Teaching SCUBA can be challenging for many reasons. People come to SCUBA diving for adventure, for healing, or for nature, and are often quelled from their pursuit by their own bodies and minds. As a SCUBA instructor, I try to help students get past mental anxieties, physical impairments and scheduling conflicts. But the most challenging aspect is teaching to instill a sense of wonder and respect for the sea, regardless of why a person came to SCUBA.

I became a SCUBA instructor because I love diving, I love spending time with divers, and I love to show people the ocean that I love. There’s a lot of love in that sentence, and because its something that I feel so strongly about, it doesn’t always feel like work. As a diver, the time I spend in the ocean makes me a better person, and makes me appreciate the planet I live on. Because this is why I dive, this is the lesson I want to pass on to my students.
“The more clearly we can focus our attention on the wonders and realities of the universe about us, the less taste we shall have for destruction.”-Rachel Carson
My job is keep you safe, to teach you to never hold your breath, and to understand the physics of pressure changes.

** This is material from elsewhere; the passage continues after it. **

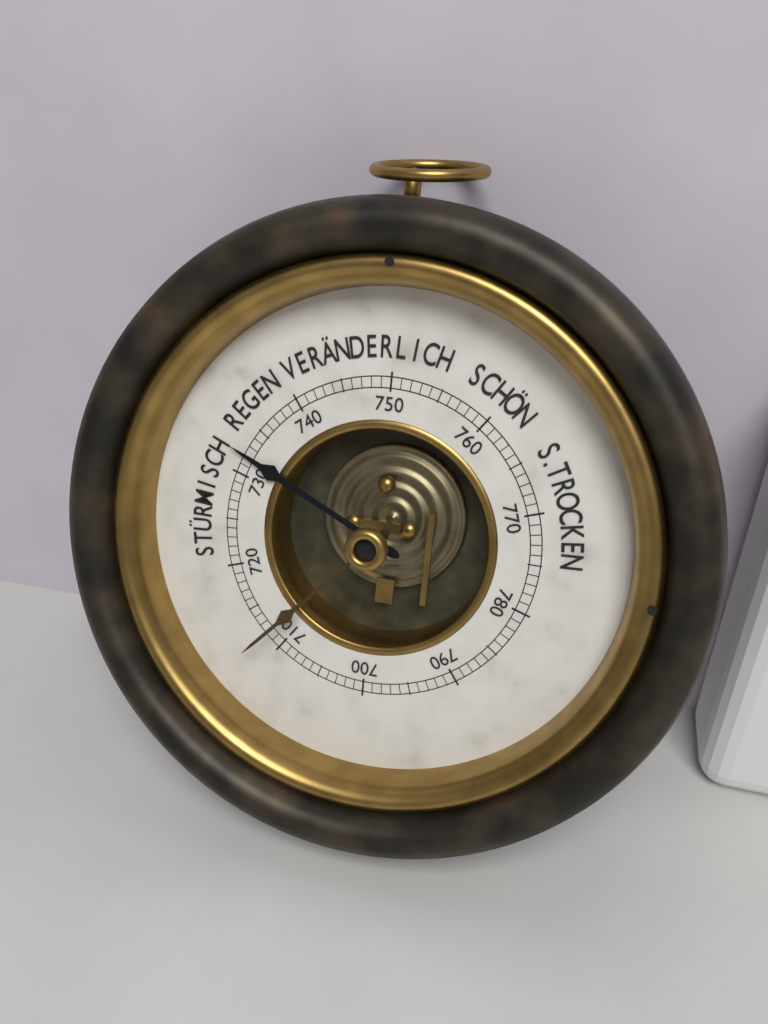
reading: 732 mmHg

But it is also my job to show you what I love, incite your excitement, and to pass on the torch to protect the very thing that keeps us alive and breathing.

Here’s to another year of teaching, unheard cheerleading through my regulator, and seeing the spark of passion through masks underwater,
-merbabe
One more important quote from Rachel Carson. If I, and others who feel the same, can’t incite people to adore the ocean;
“It is a curious situation that the sea, from which life first arose should now be threatened by the activities of one form of that life. But the sea, though changed in a sinister way, will continue to exist; the threat is rather to life itself.”
Could not agree more. I feel like diving for me is like church to others. I am refilled after every dive. Teaching students to get outside their head and to see the little things going on around them is the biggest challenge. Very well said, Merbabe!